Massive loan scandals rock Indonesian finance sector
INDONESIA'S banking industry is shuddering after at least two loan scandals at a large state bank, the impact of which is being felt as far away as Hong Kong and is being compared by foreign investors to the Tiananmen Square massacre.
To some Western diplomats and economists, the ordeal is starting to look like the tail end of a gradual house-cleaning process in a developing country where state banks have traditionally followed the orders of senior government officials, where and private banks have served to finance family businesses.
They cited the central bank's liquidation of Bank Suma in 1992 after it was wrecked by bad loans - despite its ownership by PT Astra International, a Toyota assembly plant and one of Indonesia's most powerful conglomerates. Bank Duta, another private bank, narrowly escaped collapse after US$420 million vanished from its coffers in 1990.
But the diplomats trace the cleanup as far back as the restructuring of Indonesia's financial institutions in the late '60s, when state banks were assigned to cover major economic sectors with privileges in relation to private banks. Two decades later, in October 1988, the banking sector was thrown open to foreign banks.
Over the years, state banks have allowed themselves to accumulate huge amounts of non-performing loans which, while perhaps not surprising, have implications for doing business in Indonesia that the diplomats and economists say cannot be ignored.
The country's seven state banks have been saddled with about 50 bad and questionable loans, according to Indonesian officials.
Estimates of the total value of the non-performing debt that have been made public in Jakarta range from $2.9 billion to $12.67 billion, and range from 3.5 per cent of outstanding loans to 21 per cent of the state banks' earning assets.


● What is needed:
Take the entries below and print only the lines from the one with "Find the location of a particular element." through the one with "Identify the location", exactly as they stand, both ends included.

● Records for this task:
------------------------------
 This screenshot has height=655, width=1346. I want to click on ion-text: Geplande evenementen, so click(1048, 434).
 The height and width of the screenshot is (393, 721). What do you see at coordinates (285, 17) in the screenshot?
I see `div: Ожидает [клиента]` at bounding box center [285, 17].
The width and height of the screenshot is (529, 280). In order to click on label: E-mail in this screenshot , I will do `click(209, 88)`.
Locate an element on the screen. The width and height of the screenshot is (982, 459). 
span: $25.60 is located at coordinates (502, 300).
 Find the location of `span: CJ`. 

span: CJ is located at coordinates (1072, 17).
------------------------------
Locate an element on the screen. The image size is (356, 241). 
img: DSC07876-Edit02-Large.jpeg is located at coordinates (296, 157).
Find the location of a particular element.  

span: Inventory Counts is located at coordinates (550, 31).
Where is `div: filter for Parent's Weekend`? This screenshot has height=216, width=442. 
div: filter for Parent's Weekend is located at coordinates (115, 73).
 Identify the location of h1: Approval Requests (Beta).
------------------------------
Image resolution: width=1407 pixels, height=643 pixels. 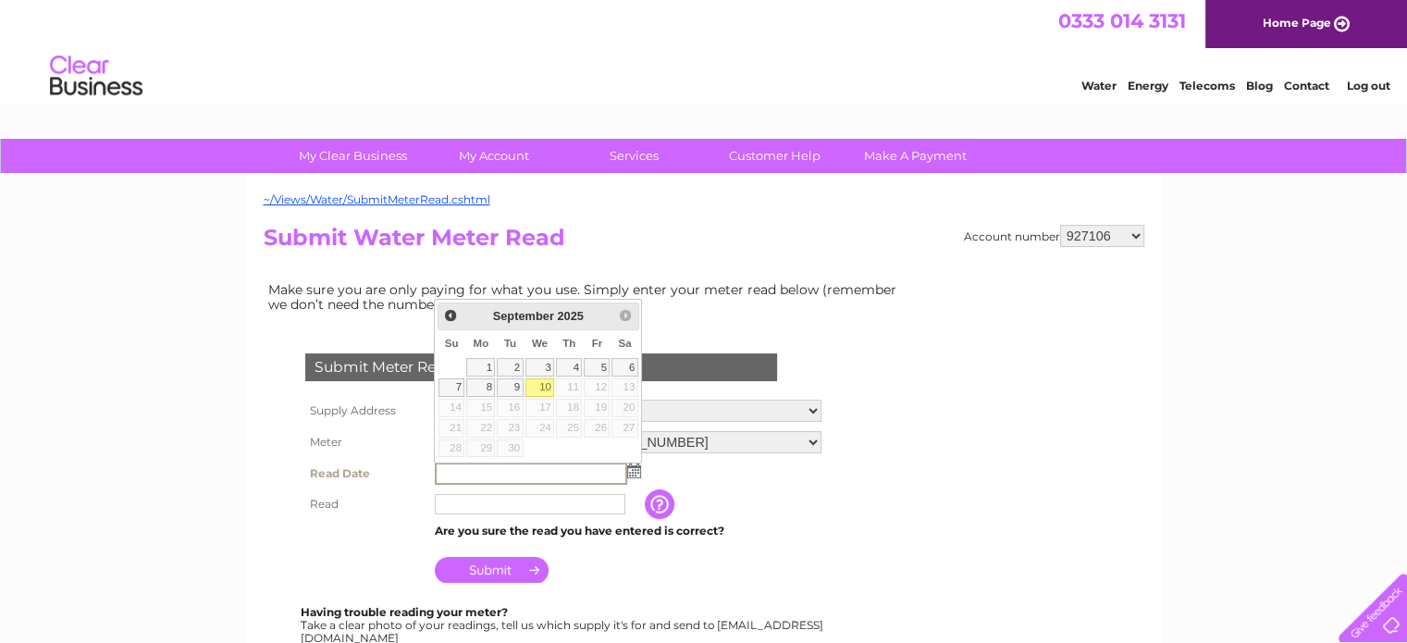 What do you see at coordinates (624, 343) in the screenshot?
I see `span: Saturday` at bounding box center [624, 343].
------------------------------
● Answer:
Find the location of a particular element.  

span: Inventory Counts is located at coordinates (550, 31).
Where is `div: filter for Parent's Weekend`? This screenshot has height=216, width=442. 
div: filter for Parent's Weekend is located at coordinates (115, 73).
 Identify the location of h1: Approval Requests (Beta).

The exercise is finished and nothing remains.